2. Agency policy and “practical safety” are the immediate limits

How and when an ICE officer must show a badge or agency ID depends more on ICE policy and on immediate safety judgments than on a single bright‑line federal rule. NBC Boston reported that federal law expects agents to carry identification and that agencies set the specifics of how it’s displayed; ICE says agents may initially identify themselves as “police” because that term is universally recognized by civilians (NBC Boston) [1].

3. Courts, local laws and civil suits are testing those boundaries

Local governments and state attorneys general are already moving to constrain masked or non‑identified federal operatives. New Los Angeles County ordinances and proposed state laws aim to ban face coverings and require visible ID; the East Bay Times notes those measures are being challenged and will be decided in courts (East Bay Times) [5]. Attorneys general from New York led a coalition urging Congress to prohibit identity‑concealing masks and require clear identification during civil enforcement actions, saying federal practice already requires ID “as soon as it is practical and safe to do so” but that ICE often fails to follow that standard [3] [6].
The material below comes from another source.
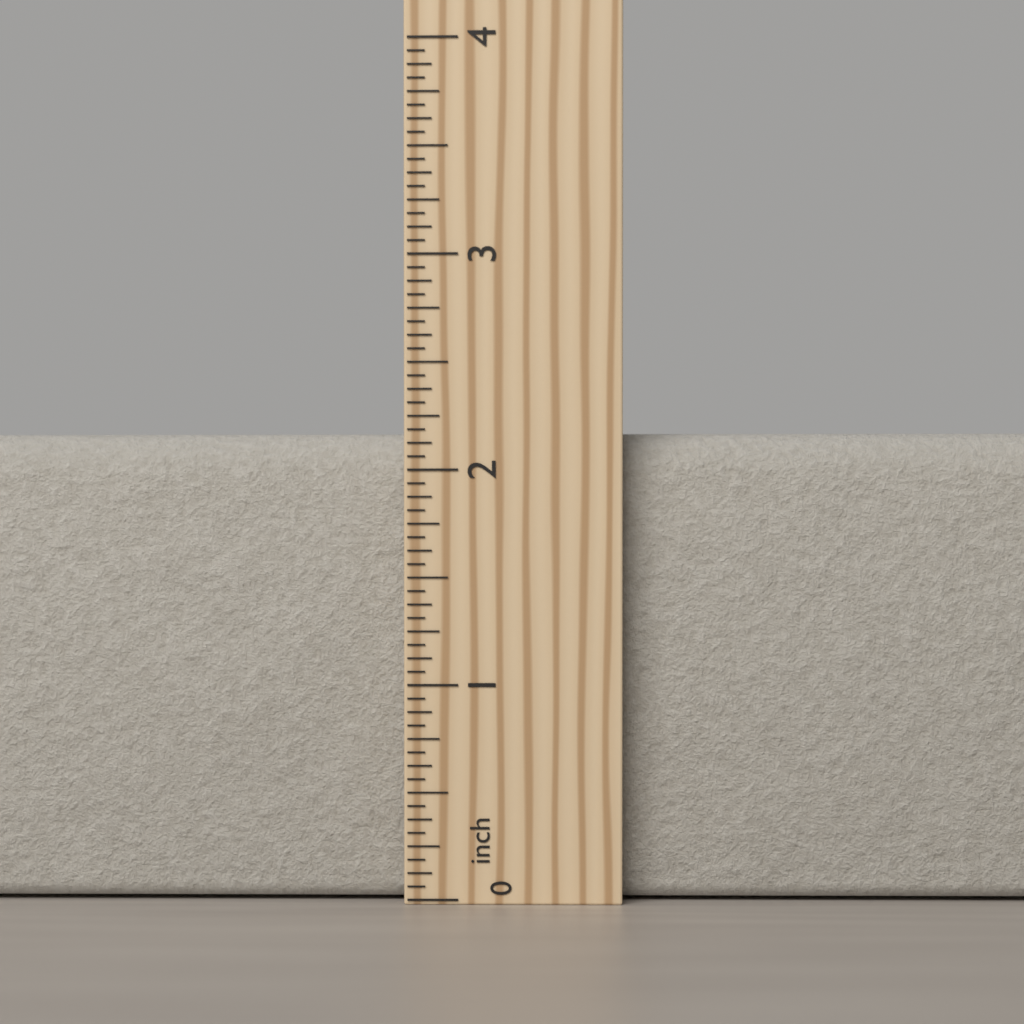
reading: 2.1875 inch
4. Congress and some senators want statutory change — and bills are pending

Several pieces of legislation have been introduced that would force clearer display rules on immigration enforcement, including the Visible Identification Standards (VISIBLE) Act in the Senate and multiple House bills described in the AGs’ letter; senators like Richard Blumenthal and others have explicitly sought to ban unidentified plainclothes actions and require visible agency identification (Blumenthal press release; AG letter) [4] [6].

5. Advocates cite public‑safety and accountability harms; ICE and supporters cite agent safety

State officials and advocates argue masked, plainclothes ICE operations create fear, risk mistaken confrontations, and reduce accountability—points emphasized in letters from attorneys general and by senators sponsoring reforms [3] [4]. ICE leadership and defenders counter with concerns about harassment and threats to officers and their families; Acting Director statements about agent safety are reported in news coverage as a rationale for face coverings (MyChamplainValley/NEXSTAR) [7].

6. Impersonation risk complicates the debate

The FBI and national reporting have warned of criminals posing as ICE, urging that agents clearly identify themselves so the public can verify authenticity; that dynamic is central to calls for visible ID because lack of visible affiliation allows impersonators to exploit the confusion (WIRED) [8].

7. What this means on the street today

Practical takeaway from current reporting: ICE can and does make arrests in plainclothes and sometimes with face coverings; federal law expects agents to carry ID and allows discretion about when to reveal it; under the NDAA‑2021 carve‑out, undercover officers may be exempted from visible display requirements in certain civil‑disturbance contexts (NBC Boston; Fox5 San Diego) [1] [2]. But aggressive local and state measures, lawsuits and pending federal bills are narrowing those operating margins and will produce court tests and policy shifts in the near term [5] [4] [3].

Limitations and gaps: available sources do not include ICE’s full current written policy text on when to reveal ID, nor do they include final judicial rulings resolving the new local and state laws’ conflicts with federal supremacy; those specifics are not found in current reporting provided here (not found in current reporting).

Want to dive deeper?
Are ICE agents required to identify themselves when in plainclothes during operations?
What rules govern ICE agents wearing civilian clothes during arrests or home raids?
Can state or local police mistake plainclothes ICE agents for non-law-enforcement and what are the legal consequences?
How does ICE training address use of plainclothes and officer safety in domestic enforcement actions?
Have there been lawsuits or complaints related to ICE agents operating in civilian attire?